AIM: With carotid stenting, less should be more for asymptomatic patients

The FDA’s decision to expand coronary artery stenting (CAS) indications to include patients both at high risk and standard risk of stroke has increased the use of CAS to treat carotid stenosis. An editorial published Nov. 14 in Archives of Internal Medicine questioned the increased use of CAS, particularly due to the rather inconclusive data, and concluded that CAS should get a “less is more” designation for asymptomatic patients because of the “definite harms and unclear benefits.”

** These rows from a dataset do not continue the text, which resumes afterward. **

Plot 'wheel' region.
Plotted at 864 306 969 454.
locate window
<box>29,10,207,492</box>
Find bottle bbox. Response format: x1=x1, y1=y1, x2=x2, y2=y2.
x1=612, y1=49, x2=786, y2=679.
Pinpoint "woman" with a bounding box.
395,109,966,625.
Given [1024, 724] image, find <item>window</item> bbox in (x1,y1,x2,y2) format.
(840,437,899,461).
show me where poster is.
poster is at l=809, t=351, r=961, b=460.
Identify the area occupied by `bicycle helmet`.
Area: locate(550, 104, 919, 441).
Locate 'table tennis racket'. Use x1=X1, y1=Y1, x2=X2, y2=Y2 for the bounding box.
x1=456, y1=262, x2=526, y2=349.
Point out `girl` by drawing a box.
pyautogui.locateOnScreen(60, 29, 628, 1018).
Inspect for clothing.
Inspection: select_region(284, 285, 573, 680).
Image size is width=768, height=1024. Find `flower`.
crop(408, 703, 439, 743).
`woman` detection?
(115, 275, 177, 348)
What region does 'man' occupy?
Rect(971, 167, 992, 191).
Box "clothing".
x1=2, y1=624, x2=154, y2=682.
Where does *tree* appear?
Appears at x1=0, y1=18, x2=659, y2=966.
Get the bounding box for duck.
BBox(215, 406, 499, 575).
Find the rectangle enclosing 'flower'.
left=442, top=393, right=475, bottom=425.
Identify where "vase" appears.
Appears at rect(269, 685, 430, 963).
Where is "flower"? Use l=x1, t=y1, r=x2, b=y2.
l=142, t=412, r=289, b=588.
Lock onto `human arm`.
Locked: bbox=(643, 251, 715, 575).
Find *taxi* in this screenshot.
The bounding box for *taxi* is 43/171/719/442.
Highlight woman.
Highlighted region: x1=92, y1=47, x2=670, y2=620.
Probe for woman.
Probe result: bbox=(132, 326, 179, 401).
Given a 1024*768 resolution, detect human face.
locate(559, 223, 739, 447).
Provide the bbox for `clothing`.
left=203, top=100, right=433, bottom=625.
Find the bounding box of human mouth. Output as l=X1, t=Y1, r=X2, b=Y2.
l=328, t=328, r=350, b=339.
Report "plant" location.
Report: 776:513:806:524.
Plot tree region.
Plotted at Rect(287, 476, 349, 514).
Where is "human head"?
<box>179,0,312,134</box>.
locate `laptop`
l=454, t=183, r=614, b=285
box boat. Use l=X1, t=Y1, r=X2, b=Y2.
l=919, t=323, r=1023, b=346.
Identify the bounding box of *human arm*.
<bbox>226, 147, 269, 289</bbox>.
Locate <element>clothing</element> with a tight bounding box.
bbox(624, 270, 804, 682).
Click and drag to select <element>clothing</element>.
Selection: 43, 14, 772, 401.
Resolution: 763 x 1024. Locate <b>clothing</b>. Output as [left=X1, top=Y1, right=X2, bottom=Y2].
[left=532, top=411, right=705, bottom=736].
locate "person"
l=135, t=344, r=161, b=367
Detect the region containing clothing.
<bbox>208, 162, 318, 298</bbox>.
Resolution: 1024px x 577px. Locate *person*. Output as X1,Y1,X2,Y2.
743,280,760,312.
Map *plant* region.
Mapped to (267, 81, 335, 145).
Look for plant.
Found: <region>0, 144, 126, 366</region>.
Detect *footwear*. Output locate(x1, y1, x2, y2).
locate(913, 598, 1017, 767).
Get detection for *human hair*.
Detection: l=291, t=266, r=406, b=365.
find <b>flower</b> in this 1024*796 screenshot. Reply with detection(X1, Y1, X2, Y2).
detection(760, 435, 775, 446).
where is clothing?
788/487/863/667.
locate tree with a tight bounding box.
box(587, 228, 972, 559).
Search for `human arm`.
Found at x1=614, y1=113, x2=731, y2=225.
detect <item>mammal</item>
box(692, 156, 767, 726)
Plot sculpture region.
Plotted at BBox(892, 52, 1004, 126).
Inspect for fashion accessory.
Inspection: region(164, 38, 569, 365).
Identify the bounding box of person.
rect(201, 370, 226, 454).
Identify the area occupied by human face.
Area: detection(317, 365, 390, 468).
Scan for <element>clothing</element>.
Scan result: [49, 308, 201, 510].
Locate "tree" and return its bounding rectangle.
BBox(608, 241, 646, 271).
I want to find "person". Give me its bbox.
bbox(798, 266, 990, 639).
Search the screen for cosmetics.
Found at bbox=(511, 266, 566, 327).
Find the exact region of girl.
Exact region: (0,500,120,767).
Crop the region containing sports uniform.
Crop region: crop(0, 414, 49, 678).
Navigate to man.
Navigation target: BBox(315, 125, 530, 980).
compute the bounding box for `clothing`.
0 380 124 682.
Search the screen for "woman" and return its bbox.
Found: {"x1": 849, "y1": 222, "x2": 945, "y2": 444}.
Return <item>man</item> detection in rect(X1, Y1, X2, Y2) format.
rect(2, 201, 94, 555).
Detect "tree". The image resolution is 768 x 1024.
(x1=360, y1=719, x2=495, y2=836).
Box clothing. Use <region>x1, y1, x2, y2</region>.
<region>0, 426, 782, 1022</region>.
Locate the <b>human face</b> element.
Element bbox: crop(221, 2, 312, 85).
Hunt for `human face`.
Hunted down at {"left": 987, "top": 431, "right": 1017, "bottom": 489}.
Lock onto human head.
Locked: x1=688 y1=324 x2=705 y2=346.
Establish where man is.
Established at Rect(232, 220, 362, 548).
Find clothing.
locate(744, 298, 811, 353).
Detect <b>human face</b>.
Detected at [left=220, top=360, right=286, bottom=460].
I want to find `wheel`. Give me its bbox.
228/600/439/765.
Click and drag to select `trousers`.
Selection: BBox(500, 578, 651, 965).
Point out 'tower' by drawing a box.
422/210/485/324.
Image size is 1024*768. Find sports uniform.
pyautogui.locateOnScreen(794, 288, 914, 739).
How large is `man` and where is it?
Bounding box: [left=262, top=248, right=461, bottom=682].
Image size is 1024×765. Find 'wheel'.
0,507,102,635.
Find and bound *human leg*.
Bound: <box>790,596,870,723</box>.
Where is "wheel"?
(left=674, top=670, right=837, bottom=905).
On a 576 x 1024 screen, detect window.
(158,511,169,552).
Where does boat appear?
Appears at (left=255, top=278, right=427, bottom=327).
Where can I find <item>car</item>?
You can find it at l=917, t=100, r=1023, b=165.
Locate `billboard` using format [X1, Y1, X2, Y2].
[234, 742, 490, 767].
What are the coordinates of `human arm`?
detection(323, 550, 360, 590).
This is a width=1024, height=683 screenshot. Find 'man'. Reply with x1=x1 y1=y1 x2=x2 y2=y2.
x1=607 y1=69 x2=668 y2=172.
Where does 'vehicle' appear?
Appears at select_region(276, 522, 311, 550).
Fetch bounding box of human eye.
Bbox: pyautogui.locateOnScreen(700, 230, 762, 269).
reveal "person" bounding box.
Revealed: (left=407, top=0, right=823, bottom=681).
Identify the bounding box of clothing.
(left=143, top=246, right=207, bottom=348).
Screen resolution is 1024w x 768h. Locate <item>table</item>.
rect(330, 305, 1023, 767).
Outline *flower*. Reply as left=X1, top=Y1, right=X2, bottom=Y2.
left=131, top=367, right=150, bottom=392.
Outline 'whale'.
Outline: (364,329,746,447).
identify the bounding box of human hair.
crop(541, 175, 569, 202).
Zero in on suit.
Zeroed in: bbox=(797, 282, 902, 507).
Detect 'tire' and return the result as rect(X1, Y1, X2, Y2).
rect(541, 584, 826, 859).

CAS procedures have seen an uptick since 1998 when only 0.1 per 1,000 Medicare beneficiaries per year received CAS. In 2007, this number increased to 0.6 procedures per 1,000 beneficiaries per year. Meanwhile, beginning in October 2004, the rate of CAS procedures quadrupled and between 2004 and 2006, the number of CAS procedures increased from an average of 266 per month to 1,015 per month, suggesting that CAS may now be a substitute for CEA, Seth A. Berkowitz, MD, and Rita F. Redberg, MD, MSc, both of the department of medicine at the University of California, San Francisco, wrote.

Berkowitz and Redberg noted that an estimated 70 to 90 percent of CAS procedures are being performed in asymptomatic patients. “We believe the increase in carotid stenting procedures at the expense of CEA, as well as the number of asymptomatic patients treated, to be concerning for several reasons,” the authors wrote. “The superiority of carotid stenting over CEA is far from proven, even among symptomatic patients.”

The authors noted that data emerging from the major stenting trials such as CREST, ICSS and SPACE, showed that CAS compared with CEA increased the risk of stroke. A meta-analysis of CREST and ICSS found that CAS was associated with a significant increase in the risk of stroke and mortality and did not have statistically significantly reductions in the risk of periprocedural MI.

“In addition, the increase in strokes is particularly concerning, given stroke's significant detrimental effect on quality of life, which is often far more devastating than periprocedural MI,” the authors wrote.

Additionally, caution must be used when treating elderly patients (over the age of 70) due to the higher risk of stroke they face. This patient population fared better with CEA, and the risk of events in these patients treated with CAS was double that for CEA-treated patients, they reported. Women also did worse with CAS compared with CEA.

“As concerning as the findings in women and older patients are, the increase in use among asymptomatic patients may be even more troubling,” Berkowitz and Redberg wrote. “As with other interventional vascular procedures, the balance of benefits and burdens to the patient depends heavily on the risk of the outcome being prevented.”

Because asymptomatic patients have less of a risk for events, they have less to gain from a CAS procedure, the authors noted. The authors also noted that real-world CAS data showed that 30-day mortality rates after CAS in older patients to be almost 2 percent, twice the number seen in clinical trial results.

“[C]ardiologists are performing procedures on patients who are less likely to have a history of neurological conditions, such as acute stroke or TIAs [transient ischemic attacks], while more likely to have had a recent invasive cardiac procedure,” Berkowitz and Redburg wrote. “These data suggest that cardiologists are actively screening their patients with coronary disease for carotid stenosis and performing carotid stenting when such disease is identified, regardless of a history of neurologic disease or symptoms.”

No trial has yet to compare aggressive medical therapy with carotid stenting, making the benefits for asymptomatic patient populations from CAS unknown.

“[C]arotid stenting for asymptomatic persons with carotid stenosis, as well as for all persons older than 70 years and all women, gets a 'less Is more' designation because it has definite harms but unclear benefits,” the authors summed, unless a clinical trial proves otherwise.